I build workforce intelligence systems that surface what's happening with people before it becomes a crisis. The distance between a thriving employee and a struggling one is almost always visible — if you know where to look.
I grew up in a house full of service. Both of my parents served. I watched one retire after 30 years in the military. I watched the other spend years trying to find footing in a world that had moved on without him. Same person. Same commitment. Different outcome.
I work in people analytics because I believe the distance between a thriving employee and a struggling one is almost always visible before it becomes a crisis. Most organizations respond with mitigation. I build for intervention. There is a difference.
I have spent my career moving across industries by design — tax revenue gaps, campaign lift, fueling behaviors, shipping routes, human capital systems. On the surface they have nothing in common. Underneath they are telling the same story.
Outside of work I am most myself around family, good friends, craft beer, and Alabama Football.
Most exit interviews aren't broken. They're ignored. The feedback vanishes into a spreadsheet — or worse, a PDF that gets archived and never reopened.
In 2011, my father passed away in a farming accident. What happened next taught me more about leadership than any training program I've seen.
Most tools that measure job satisfaction ask one big question: are you happy at work? That's not enough. We built something that goes deeper.
Open to contact, especially If you're building something where people are the performance, let's connect.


→ **Your assignment**
Check each line of the records below and collect those holding "strength".

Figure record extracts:
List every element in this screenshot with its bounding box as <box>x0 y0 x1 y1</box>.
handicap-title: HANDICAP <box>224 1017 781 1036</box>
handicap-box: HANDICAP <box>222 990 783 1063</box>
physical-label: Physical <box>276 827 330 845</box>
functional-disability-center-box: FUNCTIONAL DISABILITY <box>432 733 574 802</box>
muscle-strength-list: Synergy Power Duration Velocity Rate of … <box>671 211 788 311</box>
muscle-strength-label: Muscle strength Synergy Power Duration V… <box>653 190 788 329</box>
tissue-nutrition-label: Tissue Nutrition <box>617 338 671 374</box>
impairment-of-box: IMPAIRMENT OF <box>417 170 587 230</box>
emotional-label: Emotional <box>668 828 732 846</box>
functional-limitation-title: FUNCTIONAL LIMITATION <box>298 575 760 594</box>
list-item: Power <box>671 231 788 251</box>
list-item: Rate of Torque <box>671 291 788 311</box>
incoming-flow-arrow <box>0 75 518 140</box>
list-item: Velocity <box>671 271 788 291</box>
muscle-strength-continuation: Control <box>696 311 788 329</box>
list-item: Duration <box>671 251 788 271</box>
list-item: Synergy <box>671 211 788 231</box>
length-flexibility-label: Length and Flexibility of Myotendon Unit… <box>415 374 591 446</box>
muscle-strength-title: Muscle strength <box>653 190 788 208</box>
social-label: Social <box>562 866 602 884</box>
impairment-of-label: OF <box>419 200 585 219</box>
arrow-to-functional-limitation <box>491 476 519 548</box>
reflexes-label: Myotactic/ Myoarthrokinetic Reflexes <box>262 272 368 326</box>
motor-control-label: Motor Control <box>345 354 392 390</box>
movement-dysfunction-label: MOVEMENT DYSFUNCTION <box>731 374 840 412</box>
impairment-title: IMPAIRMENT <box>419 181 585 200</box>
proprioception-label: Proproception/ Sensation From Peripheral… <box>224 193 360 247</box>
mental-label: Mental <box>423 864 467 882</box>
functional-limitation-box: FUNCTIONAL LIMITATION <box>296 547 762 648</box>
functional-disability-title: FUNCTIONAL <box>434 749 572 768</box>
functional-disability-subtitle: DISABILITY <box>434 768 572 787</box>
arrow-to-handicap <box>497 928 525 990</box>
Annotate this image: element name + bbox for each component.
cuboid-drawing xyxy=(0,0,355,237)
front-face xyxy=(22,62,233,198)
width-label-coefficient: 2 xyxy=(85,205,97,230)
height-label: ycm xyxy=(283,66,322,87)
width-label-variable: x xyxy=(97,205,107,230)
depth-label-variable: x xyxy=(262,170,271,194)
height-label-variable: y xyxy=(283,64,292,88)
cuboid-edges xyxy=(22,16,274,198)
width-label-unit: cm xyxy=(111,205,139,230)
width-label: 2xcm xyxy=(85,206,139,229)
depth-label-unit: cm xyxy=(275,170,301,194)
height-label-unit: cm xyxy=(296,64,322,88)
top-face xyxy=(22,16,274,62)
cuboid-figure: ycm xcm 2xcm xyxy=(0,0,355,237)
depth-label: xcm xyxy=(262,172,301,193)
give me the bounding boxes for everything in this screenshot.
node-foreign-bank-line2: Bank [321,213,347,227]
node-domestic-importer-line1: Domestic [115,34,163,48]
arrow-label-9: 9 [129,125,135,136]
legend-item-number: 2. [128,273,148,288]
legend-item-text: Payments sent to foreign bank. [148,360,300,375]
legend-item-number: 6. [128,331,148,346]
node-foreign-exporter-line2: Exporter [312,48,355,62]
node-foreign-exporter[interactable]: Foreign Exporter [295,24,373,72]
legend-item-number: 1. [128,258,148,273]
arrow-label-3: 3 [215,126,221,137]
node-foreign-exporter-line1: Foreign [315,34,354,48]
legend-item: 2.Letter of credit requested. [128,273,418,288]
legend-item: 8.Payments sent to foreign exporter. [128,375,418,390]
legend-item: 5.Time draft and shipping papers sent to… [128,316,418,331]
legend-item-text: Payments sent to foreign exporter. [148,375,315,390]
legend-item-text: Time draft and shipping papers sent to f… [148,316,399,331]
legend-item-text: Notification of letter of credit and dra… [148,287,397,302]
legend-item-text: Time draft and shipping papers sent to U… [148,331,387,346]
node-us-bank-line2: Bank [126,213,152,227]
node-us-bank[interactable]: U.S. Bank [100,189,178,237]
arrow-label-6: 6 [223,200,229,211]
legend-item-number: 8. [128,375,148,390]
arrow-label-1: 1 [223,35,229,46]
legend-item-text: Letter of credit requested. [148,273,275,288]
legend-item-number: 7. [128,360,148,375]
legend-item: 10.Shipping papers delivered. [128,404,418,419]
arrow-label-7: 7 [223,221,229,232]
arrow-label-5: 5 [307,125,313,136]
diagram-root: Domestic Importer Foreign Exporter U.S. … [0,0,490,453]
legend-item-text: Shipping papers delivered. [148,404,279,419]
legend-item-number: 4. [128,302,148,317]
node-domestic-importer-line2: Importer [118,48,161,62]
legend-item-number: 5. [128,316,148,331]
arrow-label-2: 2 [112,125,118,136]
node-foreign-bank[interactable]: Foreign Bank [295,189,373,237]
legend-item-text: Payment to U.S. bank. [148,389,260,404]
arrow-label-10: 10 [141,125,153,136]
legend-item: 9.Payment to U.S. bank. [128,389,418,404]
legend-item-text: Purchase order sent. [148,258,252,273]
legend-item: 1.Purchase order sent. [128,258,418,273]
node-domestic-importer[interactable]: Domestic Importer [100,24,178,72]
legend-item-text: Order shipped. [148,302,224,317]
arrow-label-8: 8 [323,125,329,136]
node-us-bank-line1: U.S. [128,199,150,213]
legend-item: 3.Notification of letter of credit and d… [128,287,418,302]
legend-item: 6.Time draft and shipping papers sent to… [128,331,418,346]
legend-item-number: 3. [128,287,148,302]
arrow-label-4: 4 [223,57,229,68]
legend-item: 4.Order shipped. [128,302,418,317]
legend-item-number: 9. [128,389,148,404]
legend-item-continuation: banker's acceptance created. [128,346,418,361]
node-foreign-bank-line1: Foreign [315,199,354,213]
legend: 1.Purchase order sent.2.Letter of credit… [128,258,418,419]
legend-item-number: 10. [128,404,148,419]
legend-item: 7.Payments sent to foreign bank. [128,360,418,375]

→ **Answer space**
muscle-strength-list: Synergy Power Duration Velocity Rate of … <box>671 211 788 311</box>
muscle-strength-label: Muscle strength Synergy Power Duration V… <box>653 190 788 329</box>
muscle-strength-continuation: Control <box>696 311 788 329</box>
muscle-strength-title: Muscle strength <box>653 190 788 208</box>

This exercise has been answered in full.